Hollywood is turning to 3-D movies more than at any time since the 1950s to boost ticket sales, but the recession has created a distribution logjam that has blurred the current box office outlook for 3-D. This Friday, Walt Disney will release its new Jonas Brothers: The 3D Concert Experience in theaters equipped for 3-D. But that means Focus Features' Coraline, which has been a 3-D hit, must cut its 3-D presence to some 300 screens, probably before it has played to all potential fans.

"It's a statement about how the industry is just so behind an opportunity to make more money, at a time that we've been told constantly the economy is bad. It's ridiculous," said Jack Foley, president of distribution for Focus, a division of General Electric's NBC Universal media wing.

The roll-out of expensive digital equipment needed to show 3-D movies began early this decade and picked up steam after Disney's 3-D version of 2005's Chicken Little became a hit. Hollywood sees 3-D movies as a way to lure audiences out of their home entertainment "cocoons," and the major studios will release more than a dozen movies in 3-D before the year is out, about twice as many as in 2007 and 2008 combined.

No movie studio has turned to 3-D as aggressively as DreamWorks Animation SKG, whose Chief Executive Officer Jeffrey Katzenberg has pledged to release all the company's movies in 3-D. But even Katzenberg has acknowledged the dampening effect of the recession on his push for 3-D.

"There's the practical world that you can't ignore, which is we've just had a complete and total meltdown of our financial markets, which has made the financing of this much more challenging and has slowed it down," Katzenberg said.

DreamWorks hopes its animated movie Monsters vs. Aliens can play on 2,200 3-D screens in the U.S. and Canada when it opens March 27, but right now that appears unlikely. The National Association of Theater Owners says only 1,700 3-D screens exist, up from less than 1,000 six months ago, said Patrick Corcoran, director of media and research for NATO. Converting the vast majority of the 38,900 screens in the U.S. will cost $2 billion, he said.
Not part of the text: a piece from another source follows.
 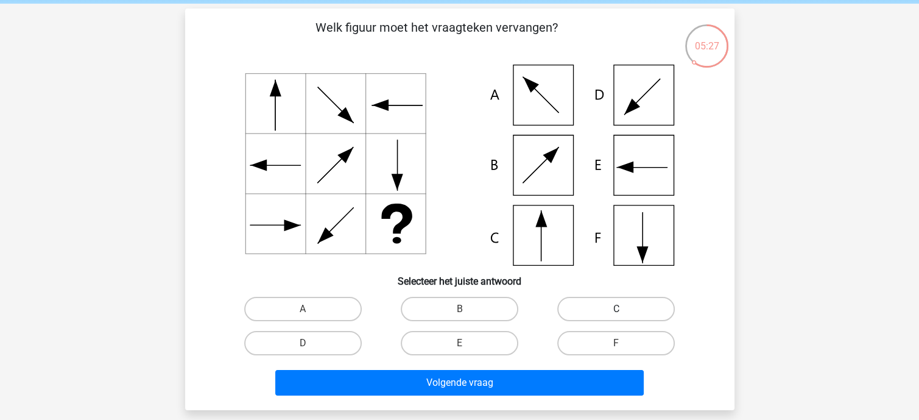 I want to click on label: D, so click(x=303, y=343).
"It's a large capital investment and large capital investors are just not out there right now, so it's going to have to happen screen-by-screen, fairly piecemeal," he said.

The recession, however, has not seemed to dampen consumer interest in 3-D, which can cost from $2 to $5 more per ticket. Coraline opened No. 3 at U.S. and Canadian box offices earlier this month with $16.3 million, and nearly 75 percent of that total came from 3-D screens.

"No matter how you look at it, people are willing to pay more money to go see 3-D," Foley said.

Chuck Viane, president of domestic film distribution for Disney movies also acknowledged the credit crunch's squeeze on the 3-D conversion, but was hopeful it might soon pick up.

"Everybody anticipates that somewhere in the next few months that logjam may open up a bit," he said.

Major 3-D releases for 2009 include Up on May 29 from Disney-Pixar, Ice Age: Dawn of the Dinosaurs on July 1 from News Corp's 20th Century Fox, and director James Cameron's Avatar, also from Fox and in theaters on Dec. 18.

With 40 3-D movies set for the next three years, 3-D seems here to stay. "I'm the guy whose crazy enough to think that in a handful of years most movies will be 3-D," Katzenberg said.